We haven’t even begun to grasp Faust’s true scope as our founding myth.

Goethe’s post-Christian Faust triggered Spengler into writing his feverish Decline of the Occident which to this day affects reactionaries and conservatives, who fail to see the true scope of Faustianism."

Johannes A. Niederhauser

Your Teacher: Dr. Johannes A. Niederhauser


I’m Johannes A. Niederhauser, founder and spiritus rector of the Halkyon Academy. a philosopher with a PhD from Warwick on Martin Heidegger. My work on Heidegger and German Idealism—including a review of Heidegger’s notes on Hegel’s negativity in the Hegel Bulletin and a book on Heidegger—shapes how I read Goethe’s Faust Part II: as a living drama of spirit, history, and freedom. This background lets me guide you through the poem’s philosophical depths without losing sight of its theatrical power and poetic music.

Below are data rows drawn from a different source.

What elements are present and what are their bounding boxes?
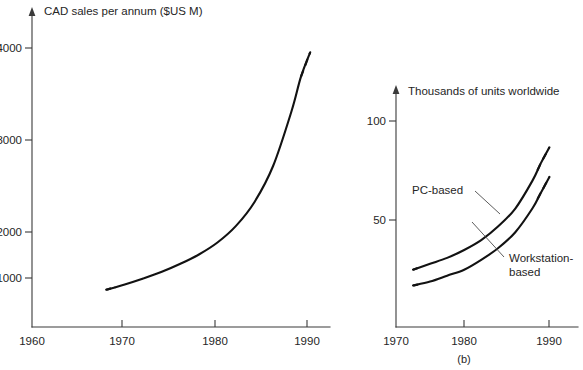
left-ytick-label-3000: 3000 <box>0 134 22 146</box>
figure-container: CAD sales per annum ($US M) 4000 3000 20… <box>0 0 583 370</box>
panel-b-caption: (b) <box>457 353 470 365</box>
right-y-ticks <box>389 121 396 220</box>
right-y-axis-arrowhead <box>393 85 400 94</box>
left-y-axis-arrowhead <box>29 7 36 16</box>
right-ytick-label-50: 50 <box>373 214 386 226</box>
charts-svg: CAD sales per annum ($US M) 4000 3000 20… <box>0 0 583 370</box>
workstation-based-series-label-line1: Workstation- <box>509 252 574 264</box>
left-chart-title: CAD sales per annum ($US M) <box>44 5 203 17</box>
workstation-based-series-label-line2: based <box>509 266 540 278</box>
pc-based-series-label: PC-based <box>412 184 463 196</box>
left-x-ticks <box>122 320 307 327</box>
cad-sales-curve <box>106 52 310 289</box>
right-xtick-label-1980: 1980 <box>451 335 477 347</box>
right-chart-title: Thousands of units worldwide <box>408 85 560 97</box>
left-xtick-label-1980: 1980 <box>202 335 228 347</box>
left-xtick-label-1990: 1990 <box>294 335 320 347</box>
chart-panel-units-worldwide: Thousands of units worldwide 100 50 1970… <box>367 85 578 365</box>
chart-panel-cad-sales: CAD sales per annum ($US M) 4000 3000 20… <box>0 5 330 347</box>
left-ytick-label-1000: 1000 <box>0 272 22 284</box>
left-ytick-label-4000: 4000 <box>0 42 22 54</box>
left-xtick-label-1960: 1960 <box>19 335 45 347</box>
right-x-ticks <box>464 320 549 327</box>
left-ytick-label-2000: 2000 <box>0 226 22 238</box>
right-ytick-label-100: 100 <box>367 115 386 127</box>
pc-based-leader-line <box>475 191 500 214</box>
right-xtick-label-1970: 1970 <box>383 335 409 347</box>
right-xtick-label-1990: 1990 <box>536 335 562 347</box>
left-y-ticks <box>25 48 32 278</box>
workstation-based-leader-line <box>472 222 504 257</box>
left-xtick-label-1970: 1970 <box>109 335 135 347</box>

As founder of the Halkyon Philosophy Academy, I’m committed to the classical ideal of Bildung—the formation of soul, spirit, and character through patient thinking and dialogue. In this course, I bring that ethos to close reading and conversation: attending to Goethe’s language and images, tracing the work’s dialectical movements, and connecting its scenes—from imperial finance to the classical world—to questions that matter to us now.